Detectors room

Detectors uncover clues about particles.

The Pine Street gate on the Batavia site will be closed to the public starting Monday, June 2. The public must enter and exit through the east-side Batavia Road gate. The gate closure is expected to be in effect until June 22. Fermilab’s Batavia site is open to the public with proper identification.

The Lederman Science Center will be closed on Thursday, June 19th, in observation of the holiday. We will reopen on Friday, June 20th, for our normal hours.

This room includes first generation detectors, cosmic ray detectors, collider and neutrino detectors.

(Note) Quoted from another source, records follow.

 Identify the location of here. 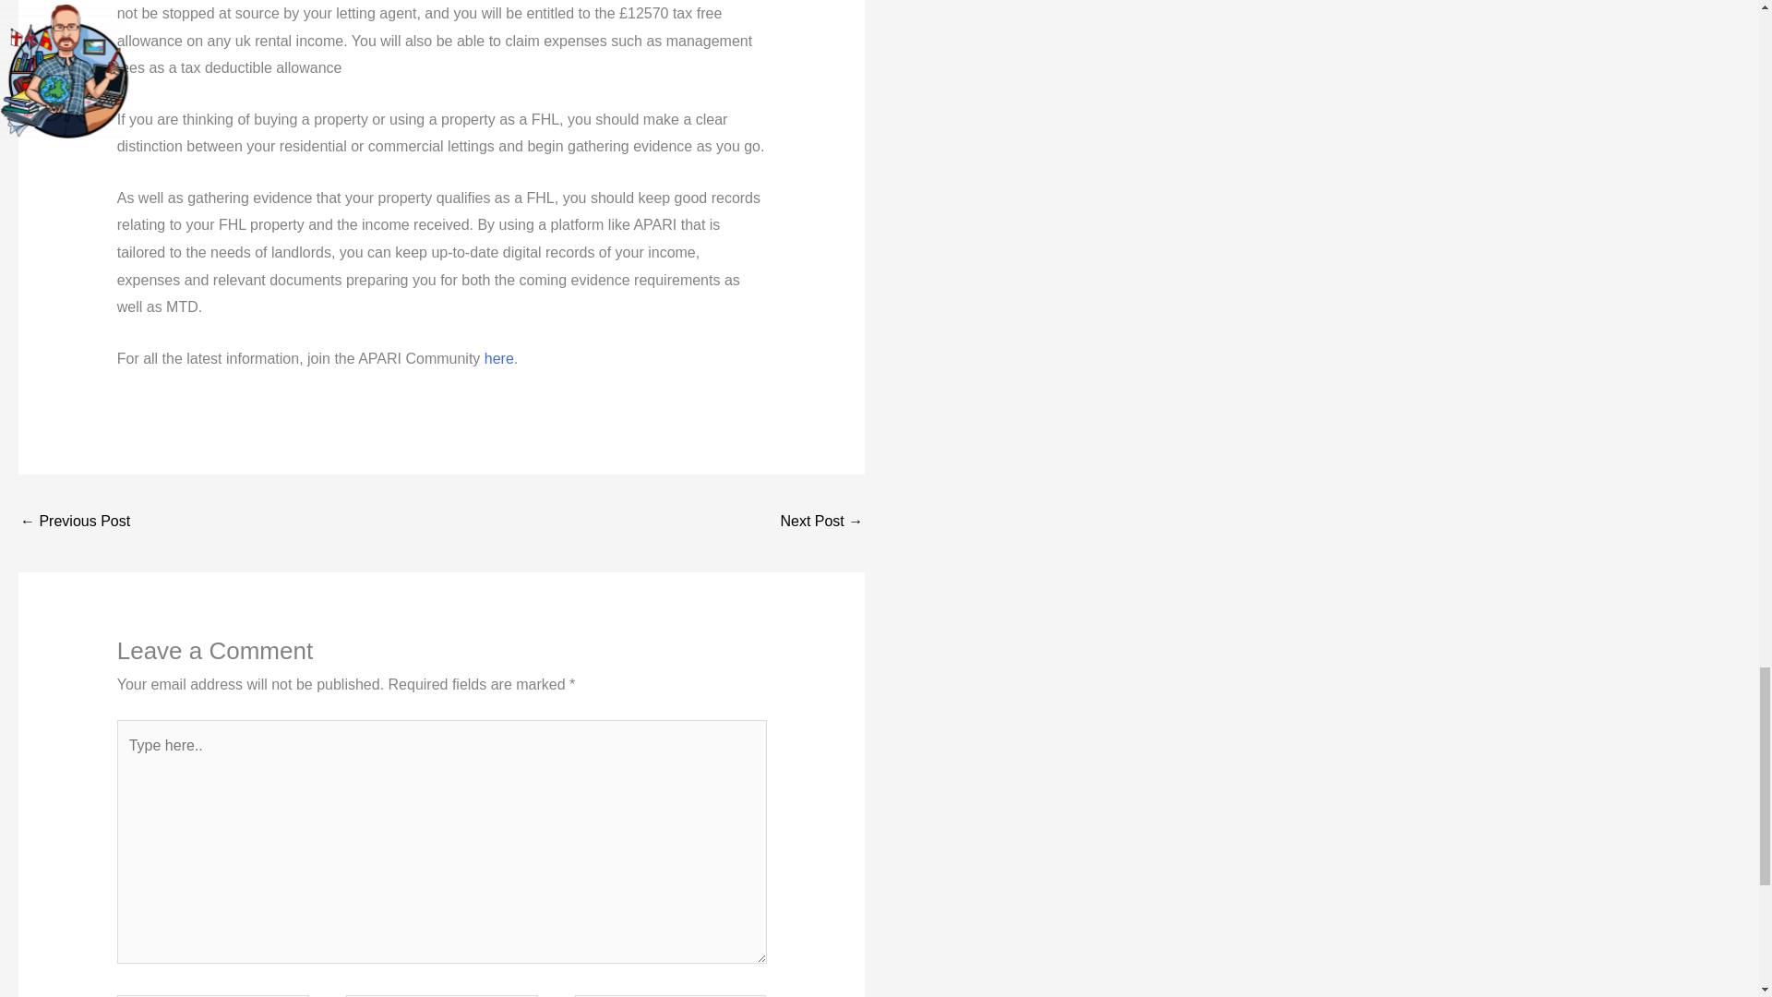
(497, 358).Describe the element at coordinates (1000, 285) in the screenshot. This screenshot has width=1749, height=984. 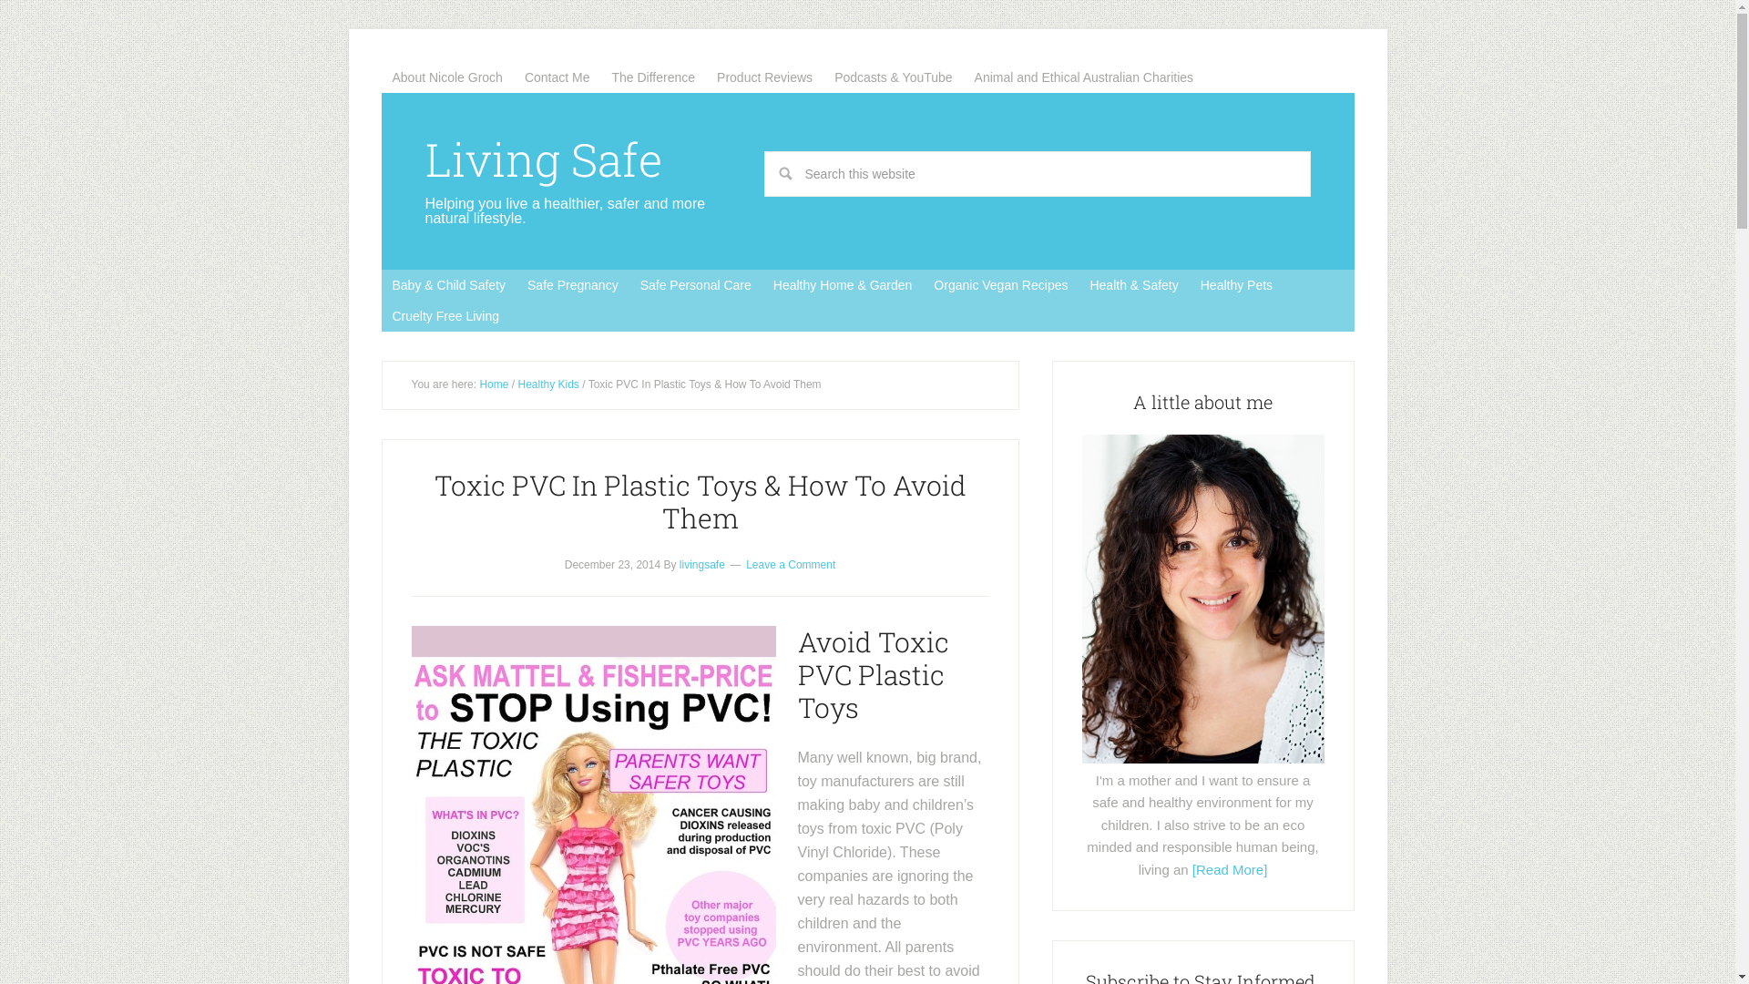
I see `Organic Vegan Recipes` at that location.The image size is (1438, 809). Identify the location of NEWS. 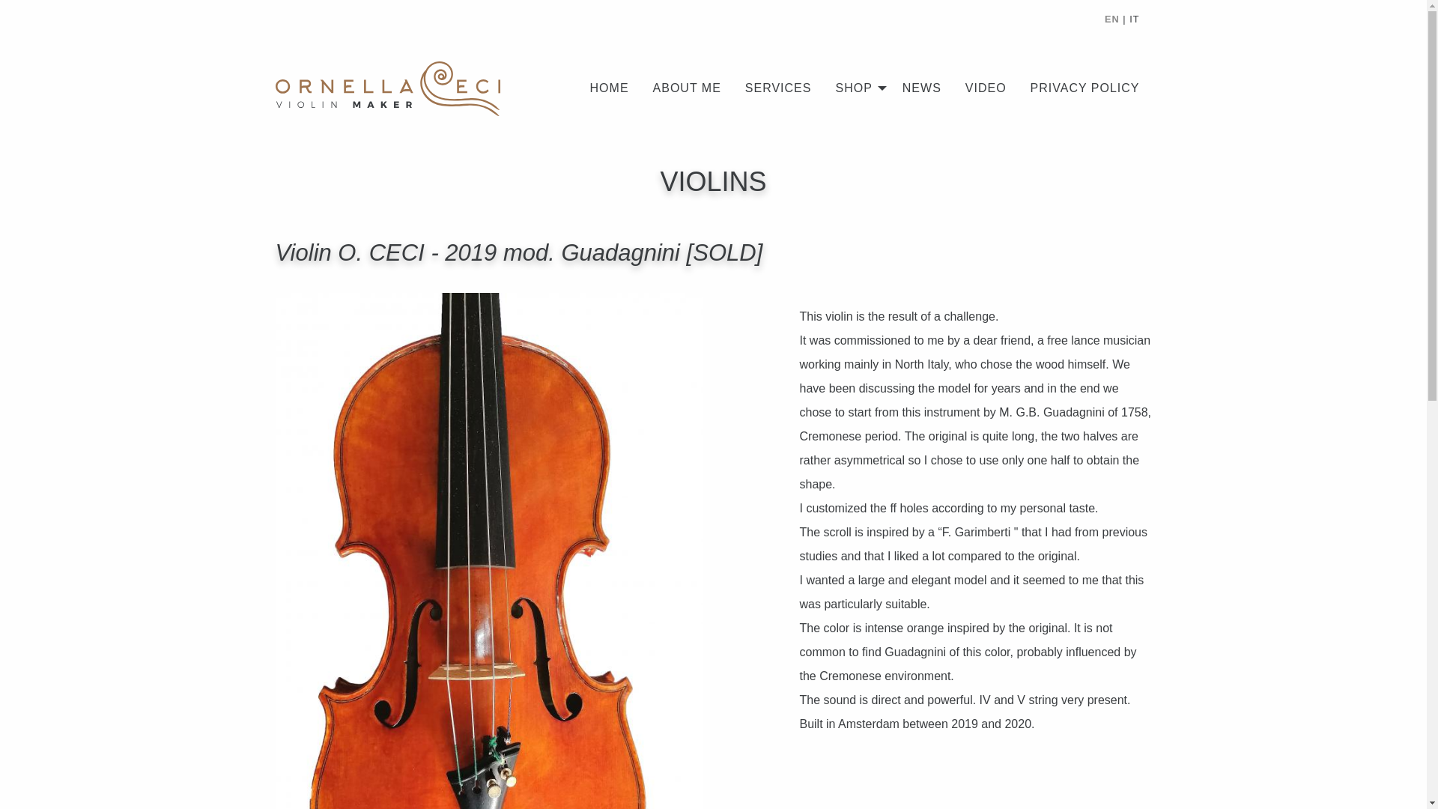
(921, 88).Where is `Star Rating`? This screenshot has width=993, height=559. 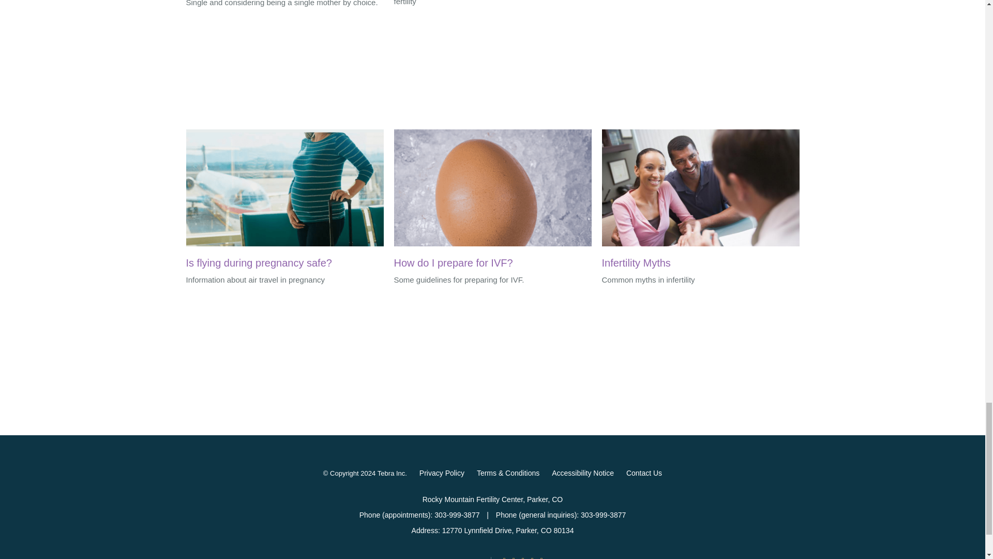 Star Rating is located at coordinates (504, 558). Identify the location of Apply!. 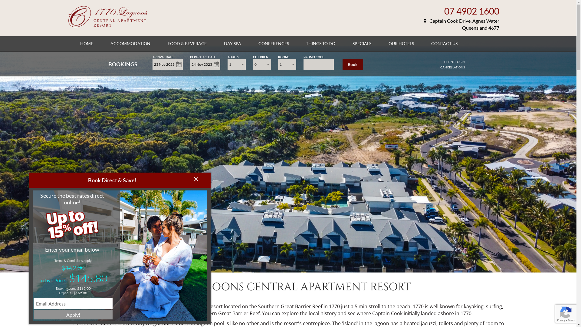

In this room we have tools, called detectors that can show particle tracks and help us study particles.

Spotlighted Exhibits

The science of particle detection relies on the interactions that occur when particles encounter matter. When a charged particle interacts with matter, it excites and ionizes molecules along its path. A cloud chamber is a particle detector that uses evaporated alcohol to make a “cloud” that is sensitive to passing particles. When a particle zips through a cloud, it creates tracks (like airplanes do in the sky) that are visible to the naked eye.

 

High-energy cosmic rays are protons and heavier nuclei of atoms that travel across the cosmos. When they crash into Earth’s atmosphere, they create sprays of secondary particles that rain down on Earth. Thousands of cosmic ray muons (fundamental elementary particles) per minute per square meter arrive at sea level. This shower of subatomic particles passes unnoticed through all kinds of objects, including us, but cosmic ray detectors can detect them.

 

Neutrinos are the most abundant matter particles in the universe. They have zero electric charge, and they can travel thousands of kilometers in a small fraction of a second. A Neutrino can go through the Earth without a single interaction. Neutrinos come in three types, called flavors. A muon neutrino is always produced with a muon, and an electron neutrino – with an electron. Neutrinos can morph from one type to another – this is called neutrino oscillation. Fermilab builds special neutrino detectors to study these mysterious particles.

 

Dark matter remains undetected because it doesn’t emit, absorb, or scatter light, but its gravitational pull is strong evidence for its existence. Detecting dark matter will require very sensitive instruments such as interferometers, in which the interference or overlap of two waves is employed to make precise measurements. The MAGIS-100 (Matter-wave Atomic Gradiometer Interferometric Sensor) is a long-baseline atom interferometer at Fermilab. This exhibit explains how MAGIS-100 detector will be used to detect dark matter and other phenomena that require very sensitive detectors.